Austin Cline has a helpful post on How to Blog More Effectively About Atheism, Philosophy.
Should You Write Anonymously?:
Anonymous blogging is an especially serious question for atheists because of how much prejudice and discrimination there is against atheism. If you sign your real name to what you write about atheism and religion, assume that your parents, coworkers, and neighbors will find it. Assume that future dates will also find it. Assume that people where you apply for your next job will find it. If you don’t want them reading it, blog anonymously.
I write as Mojoey for a reason. It has little to do with friends and family finding out that I am an Atheist. Heck, even the people I work with know I am an Atheist. I write anonymously because I work in IT. Over the years I've acquired a lot of different skills. IT Security being one of them. When I started blogging, I did so to vent while in graduate school. I had no concept of audience, or even that I would eventually focus on Atheism. I did understand that my name would follow everything I posted. I knew that unscrupulous people would use my name and information from my blog to make my life hell. Identify theft, phishing, social engineering, all of these things are very real possibilities. So, I stick with Mojoey on the blog. For email communications with blogroll members, I choose to use my real name.

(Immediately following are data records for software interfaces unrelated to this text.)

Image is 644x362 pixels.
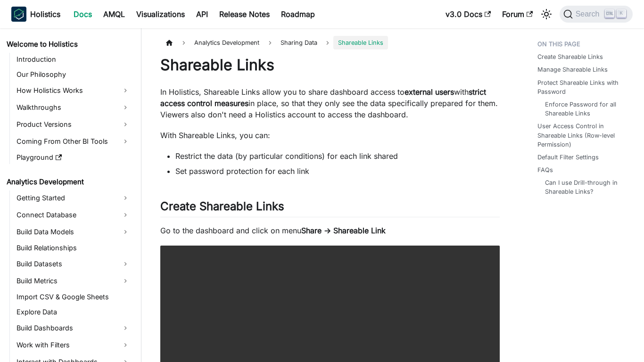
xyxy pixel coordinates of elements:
[160,56,499,75] h1: Shareable Links
[13,274,133,289] a: Build Metrics
[175,165,499,177] li: Set password protection for each link
[13,117,133,133] a: Product Versions
[538,6,553,21] button: Switch between dark and light mode (currently light mode)
[13,257,133,272] a: Build Datasets
[160,36,179,50] a: Home page
[560,5,632,22] button: Search (Ctrl+K)
[13,134,133,149] a: Coming From Other BI Tools
[13,225,133,239] a: Build Data Models
[12,6,27,21] img: Holistics
[333,36,388,50] span: Shareable Links
[275,36,322,50] span: Sharing Data
[4,37,133,51] a: Welcome to Holistics
[13,207,133,222] a: Connect Database
[189,36,264,50] span: Analytics Development
[30,9,60,20] b: Holistics
[160,36,499,50] nav: Breadcrumbs
[160,199,499,218] h2: Create Shareable Links
[13,100,133,115] a: Walkthroughs
[537,122,629,149] a: User Access Control in Shareable Links (Row-level Permission)
[160,130,499,141] p: With Shareable Links, you can:
[12,6,60,21] a: HolisticsHolistics
[13,52,133,66] a: Introduction
[13,321,133,336] a: Build Dashboards
[537,65,608,74] a: Manage Shareable Links
[13,151,133,165] a: Playground
[545,100,625,118] a: Enforce Password for all Shareable Links
[545,179,625,197] a: Can I use Drill-through in Shareable Links?
[404,87,454,97] strong: external users
[573,10,605,19] span: Search
[537,153,599,162] a: Default Filter Settings
[98,6,131,21] a: AMQL
[301,226,386,236] strong: Share → Shareable Link
[160,225,499,237] p: Go to the dashboard and click on menu
[213,6,275,21] a: Release Notes
[537,165,553,174] a: FAQs
[13,306,133,319] a: Explore Data
[175,150,499,162] li: Restrict the data (by particular conditions) for each link shared
[497,6,538,21] a: Forum
[13,242,133,254] a: Build Relationships
[13,83,133,98] a: How Holistics Works
[160,86,499,120] p: In Holistics, Shareable Links allow you to share dashboard access to with in place, so that they ...
[440,6,497,21] a: v3.0 Docs
[13,190,133,205] a: Getting Started
[13,338,133,353] a: Work with Filters
[13,68,133,81] a: Our Philosophy
[537,78,629,96] a: Protect Shareable Links with Password
[4,175,133,189] a: Analytics Development
[275,6,321,21] a: Roadmap
[13,291,133,304] a: Import CSV & Google Sheets
[68,6,98,21] a: Docs
[131,6,190,21] a: Visualizations
[190,6,213,21] a: API
[537,52,602,61] a: Create Shareable Links
[616,10,625,18] kbd: K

I am happy with using Mojoey for another reason. With over three years of heavy blogging behind me, I have collected several dozen death threats. I would rather they kill Mojoey, I hear he lives down the street.
The Friendly Atheist, Hemant Mehta, has a post on this subject. He prefers using his name. It is a mixed bag in the comment thread.
5 comments:
I bet you can guess which side I'm on! :) It's for all the above reasons. The reasons that you provide (id theft, etc), and who finds it.
You've been tagged. If you'd like to play along, please stop by Fishwars on Cars and read all about it.
The disadvantage of a nick is that you can keep your mistakes at one remove, and so are less impacted by them. When you use your own name you are forever accountable. This prompts self-analysis and hopefully improvement. There are different levels of anonymity. The posting of a pic makes a nick more of a functional add-on than a disguise. Its a hard call but in the end it has most to do with how much a person is prepared to risk.
As moronic as it is to martyr yourself for an invisible guy in the sky, it's that much more moronic to martyr yourself over the lack of one.
My daughter just started up an art blog and she was debating the name thing also. She mentioned that quite a few of her university buds run blogs in their first and last names. You don't have to be Professor Bainbridge to stick your name on a blog. Nobody graduates from anon to real name use on the web as a matter of merit. Journalists use their own name. One had a lead post on the Guardian blog recently and got abused in every way imaginable on a very long comment thread. I suppose that might upset his granny or make some family member adopt a prejudice toward him, but point is, he can take it. I admire that. Some people are just too precious. On the other hand if you have legit reasons i.e. being written out of a will when the old man finds out you're an atheist, fired or otherwise damaged by own-name use, or security concerns such as Joey mentioned, then it might indeed be a tad moronic to use your own name. Everyone's situation is different and you can only judge for yourself.